During a recent presbytery training event, ruling elders from various churches were working in three small groups discussing the roles and responsibilities of session.

One of the groups raised a hand with a question, “We were just discussing this and wondered what it meant when the Presbyterian Church (U.S.A.) Book of Order says, ‘... and exercising pastoral care among the congregation in order that the Sacraments may be received as a means of grace, and the congregation may live in the unity represented in the Sacraments’ (G-3.0201b). Does this mean that we just need to make sure that Communion gets served to those who are homebound?”

As the discussion continued, many of the ruling elders began to point to roles and responsibilities that were not as familiar, those that seemed to be categorized in strange places, and those that seemed to mean more than they had understood before.

Section G-3.0201 reminds us that sessions are responsible for “governing the congregation and guiding its witness to the sovereign activity of God in the world, so that the congregation is and becomes a community of faith, hope, love, and witness.”

If anecdotal stories of business-like session meetings of consent agendas, property decisions, authorization of Communion dates, expenditures, and curricula, etc. are representative of many of our session meetings, I wonder whether we aren’t spending so much time on governing that we forget to guide the church’s witness, whether we aren’t focusing on making month-to-month decisions for survival that we forget that these decisions are made so that the congregation “is and becomes a community of faith, hope, love, and witness.”

What would it look like for all members of session, teaching elders and ruling elders alike, to reconsider their roles and responsibilities, to do a deep dive into one aspect each month and ask,

  • What can we do to deepen our call to govern and guide the church to be a witness to God’s sovereign activity in the world?
  • What can we do to deepen the church’s call to be and become a community of faith, hope, love, and witness?

For example, what might it look like for a session to look at the following responsibility more deeply: “encouraging the graces of generosity and faithful stewardship of person and financial resources”?

At first glance, a session looking at this might interpret this as a member of session leading the Stewardship committee, or all session members taking part in the stewardship campaign, maybe even to turn in pledges early. It might also be interpreted as an encouragement for session members to give a moment for stewardship and talk about their own commitments to giving. All of these are good ideas.

Here is a story of a church session that interpreted this in yet another way.

One day, on the way home from school, a seven-year-old boy told his mother that he was sad about all the hungry people and would like to do something about it. His mother, who could have made any number of choices, talked with him and they emailed (he talked and she typed) the pastor asking whether he could do a food drive at church.
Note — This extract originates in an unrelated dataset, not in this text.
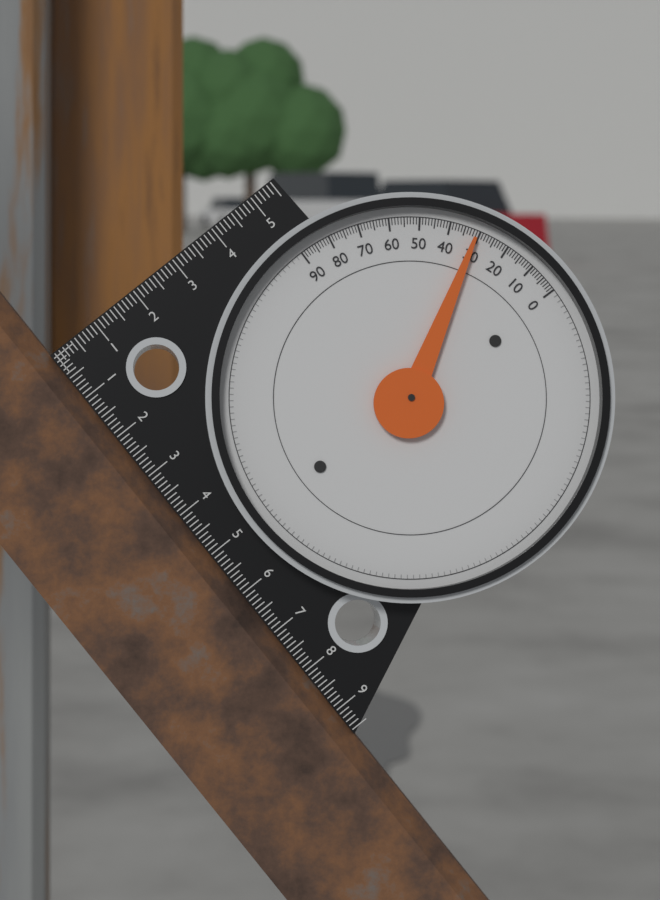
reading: 31 (no unit)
There was a session meeting coming up, so the pastor consulted with session about the second grader and his idea being added to the agenda. Session heartily agreed. The young disciple was unable to be there in person, but the session arranged for him and his parents to call in during the meeting.

On the day of the meeting, he presented his idea, his hope. The session affirmed his faithful response to hunger in the community and asked him questions about the who, what, when, and where of his food drive proposal. He answered them, sometimes with the help of his parents. The session, having decided in the previous meeting to support a new mission partner that works with senior adults experiencing food instability, suggested this new mission partner to him and he accepted. The session voted and approved this food drive.

For the next several weeks, this young leader gave minutes for mission in worship, worked with the church to film a Facebook video, and worked with others in the church to collect the food. Neighbors, unrelated to the church, seeing neighborhood announcements and videos, came to drop off food, too. At the end of the food drive, this young steward gathered cartloads of food with his family and church friends and helped deliver the food to the ministry partner.

This seven-year-old responded to a nudging from the Holy Spirit to answer a deep need in the world, and his parents and session responded in encouragement, both for the graces of generosity and stewardship that was in him and for his leadership within the church and community to encourage others’ generosity.

Section G-3.0201 can be so much more than a laundry list of duties. It’s all in the way we listen for and discern God’s call to spiritual leadership within the church.


 

Jihyun Oh is a PC(USA) Teaching Elder, and currently serves as Director of Mid Council Ministries in the Office of the General Assembly of the PC(USA). Prior to the call to denominational service, she served congregations as interim pastor, associate pastor, and parish associate, and served the patients, families, and staff in the ICU’s of a Level I Trauma hospital as a chaplain.